Gina observed, "Suit or no suit, she's going to get a hell of a sunburn if she's not careful."
Paul chuckled. Gina's Mediterranean ancestry made the sun and her olive skin good partners. The five days that they had been at Club Orient had erased both of their winter pallors. At 53, Gina still turned heads. She fretted that her hair had turned silver, and her breasts were starting to see the effects of the earth's gravitational pull, and there was a faded scar overlying her kidney transplant. Still, she was strong inside and out, and in Paul's eyes she was still the beautiful bronze goddess that he married two decades ago. Her concern for the well-being of others simply made her more beautiful.

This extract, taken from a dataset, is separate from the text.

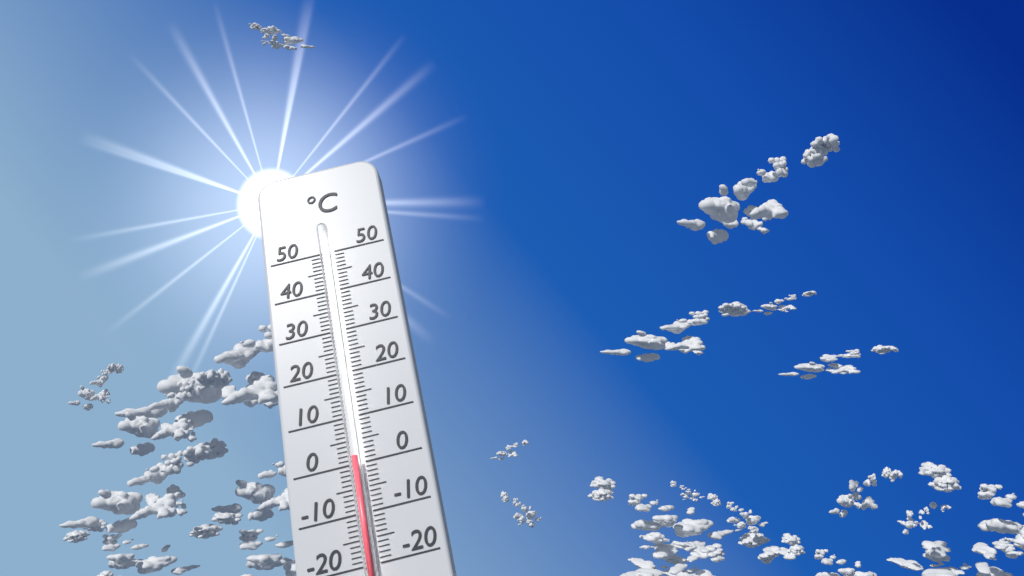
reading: 1 °C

Gina started folding the last two cookies into a napkin and slipped a bottle of water from the table into her beach bag. "See you back at our umbrella, honey."
Before Paul could get a word in, Gina threw her towel over her shoulder and set off towards the woman. It was his turn to smile. Gina was the senior social worker at one of New York's larger hospitals and spent most days helping families in crisis. One of the reasons he liked her. One of the reasons he married her. Clothed or naked, the empathy came out full force.
He paid the check and wandered back to their spot on the beach.
***
Not wanting to startle the woman , Gina circled to the water's edge. Gina caught the woman's gaze, put the towel down next to her, and sat. She reached into her bag to offer the cookies and bottle of water.
"You look hungry."
The woman looked up at her. Mid 40's, Gina thought, brown eyes, short brown hair with streaks of grey. Engagement and wedding rings on her left hand. Like her detective husband, Gina was also a student of people.
"Do I know you?" the woman asked.
"Not yet. My name's Gina."
"Ellen. And thank you."
Ellen took a long pull from the bottle. Devoured the first cookie. Washed it down with another deep swallow.
"Want to talk about it?"
Ellen shook her head. "It's personal."
"It always is."
Ellen twisted the rings on her left hand.
"Did he leave you? Hit you? Cheat on you?"
A look of horror crossed Ellen's face.
"No, much worse," Ellen said. "I cheated on him. And I'm terrified that I'm going to lose him."
Gina was only mildly surprised. Women strayed nearly as often as men, and rampant cheating contributed to half of all American marriages ending in divorce.
"Does he know?"
Ellen pawed at the sand . "Oh God, no, it would break him."
"What happened? " asked Gina.
As Ellen started to talk, Gina slipped into social worker mode. The two women gazed out to the sea crashing on the rocks. Ellen was oblivious to the fact that she was talking to a naked stranger. Confession or catharsis, Ellen had to share the secret.
"It was four months ago. I was invited to speak at a scientific meeting in Chicago. The talk went great, and several attendees took me out to dinner afterwards. The waiter kept refilling my wine glass—it was half-full for four hours-- and I was a little buzzed walking back to the hotel. One of my colleagues was staying on the same floor of the hotel..."
Ellen's voice trailed to a whisper.
"He leaned down to kiss me good night. I knew it was wrong. I knew it. But all of a sudden, I felt more aroused than I had in years. Call it surprise. Call it adventure. I pulled him into the room and we were kissing, tearing our clothes off, and fucking like animals. It happened so fast..."
"We fell asleep and woke up around 4 a.m. I was frantic. He was embarrassed. He left and we never spoke of it again."
Gina let the silence hang for a moment. "You made a choice. Good or bad, it doesn't matter. You think your husband wouldn't forgive you? How long have you been married? "
Ellen beat the sand around her. "Seventeen years. Two great kids. Jobs that we like--he's in IT. But I'm not worried about forgiveness."
"What then? What has you so upset?"
Ellen sighed deeply."I really liked having sex with someone different. I love my husband more than anything else in the world. Having sex with him is the best. But I can't stop fantasizing about other people. I bit into the apple in the Garden of Eden, and it tasted ...delicious."